Asmoday's New Master Is the Traveler
The community says the Abyss Sibling. It's wrong. Here's who it actually is — and the hole in the theory.
Asmoday — the “Unknown God” who intercepted the twins at the start of our journey — betrayed her original master, the Primordial One. Istaroth, another Shadow of Phanes, told us so. Which leaves the community with one question: who is her new master?
The popular answer is the Abyss Sibling — a dramatic fall from grace, the Shadow of Heaven now serving the Abyss. It’s wrong. If we define “master” not as a teacher but as the figure whose mission a servant follows, Asmoday’s new master is the Traveler.
The Evidence of Alignment
Asmoday’s shift isn’t a pivot toward darkness. It’s a bet on the Traveler’s potential to fix a broken world.

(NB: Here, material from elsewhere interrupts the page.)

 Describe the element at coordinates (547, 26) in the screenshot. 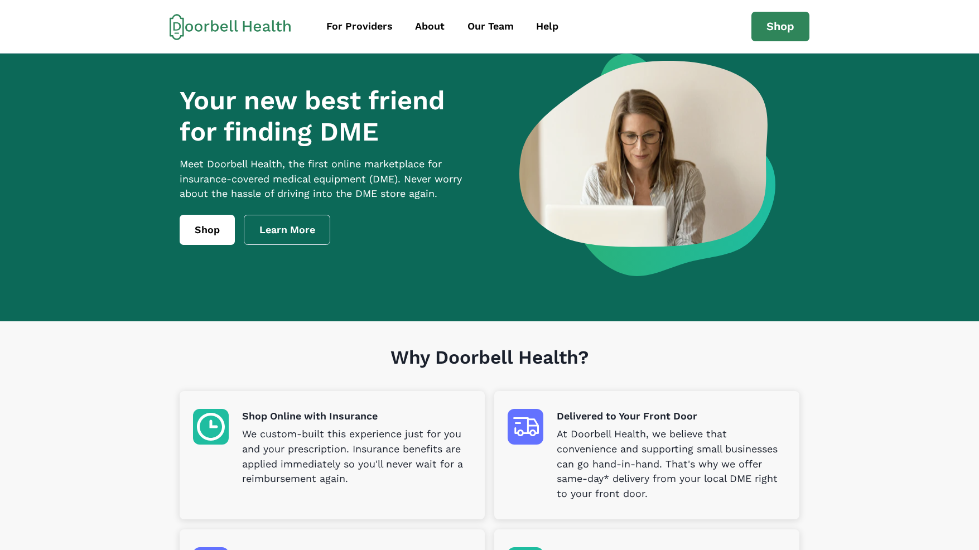

I see `a: Help` at that location.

The mercy of the seal. She had the twins defeated. She didn’t have to release the Traveler — she could have ended the journey permanently. Instead she stripped our powers and rebooted us into Teyvat at the exact moment its management was failing.
The architect of repair. Look at Teyvat through the lens of World Quests. From the Narzissenkreuz Ordo to the Aranyaka, we see a rogue planet suffering from neglect and corruption. The Traveler is the only entity systematically putting it back on track. If Asmoday realized the old system was dead, the Traveler is the only figure capable of actual restoration.
The silent observer. Asmoday is watching. We first saw space and time intertwine when the Abyss Sibling tried to weave a new world from Khaenri’ahn memories. The sharper moment comes in 6.5 — as we leave the temple, Asmoday appears with her signature portal animation. She isn’t hunting us. She’s confirming the mission is on course.
A Different Kind of Bond
Be honest about the word “master.” In the Skirk-and-Surtalogi sense, a master is a tutor. The Traveler isn’t teaching Asmoday anything. But for the Shadows of Phanes, a master is the source of purpose — and that’s the sense that matters here.
Asmoday has never verbally pledged herself to us. Her silence is her greatest shield against our certainty. This is a behavioral theory, not a confirmed reading. But the pattern holds: the Abyss Sibling wants to overthrow the old world; the Traveler is rebuilding its foundation.
Verdict: If Asmoday betrayed the Light of Phanes, it wasn’t to join the Dark of the Abyss. It was to serve the Third Way — the Traveler’s mission to save Teyvat.